The history of Spain dates to contact between the pre-Roman peoples of the Mediterranean coast of the Iberian Peninsula made with the Greeks and Phoenicians. During Classical Antiquity, the peninsula was the site of multiple successive colonizations of Greeks, Carthaginians, and Romans. Native peoples of the peninsula, such as the Tartessos ...
The Spanish Empire, sometimes referred to as the Hispanic Monarchy or the Catholic Monarchy, was a colonial empire that existed between 1492 and 1976. In conjunction with the Portuguese Empire, it ushered in the European Age of Discovery. It achieved a global scale, controlling vast portions of the Americas, Africa, various islands in Asia and Oceania, as well as territory in other parts of ...
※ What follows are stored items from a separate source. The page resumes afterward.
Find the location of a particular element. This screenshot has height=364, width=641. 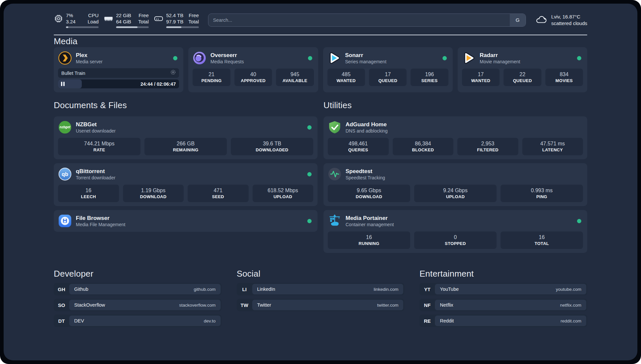

bookmark-netflix: NF Netflix netflix.com is located at coordinates (503, 305).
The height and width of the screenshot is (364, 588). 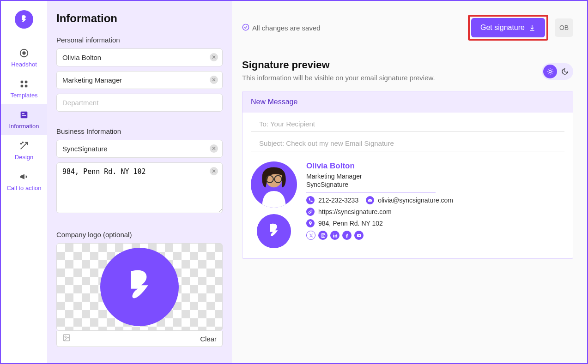 I want to click on sidebar-label: Templates, so click(x=24, y=95).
The sixteenth and seventeenth centuries are sometimes called "the Golden Age of Spain" (in Spanish. As a result of the marriage politics of the Reyes Católicos, their grandson Charles inherited the Castilian empire in America, the Aragonese Empire in the Mediterranean (including a large portion of modern Italy), as well as the crown of the Holy Roman Empire and of the Low Countries and ...
16th and 17th centuries. The Spanish Empire was the strongest in the world through most of the next two centuries, thanks to gold from the Americas. This new gold made rulers and colonial governors rich. Meanwhile, others' savings became worth less due to inflation. Spain became a society of very rich and very poor.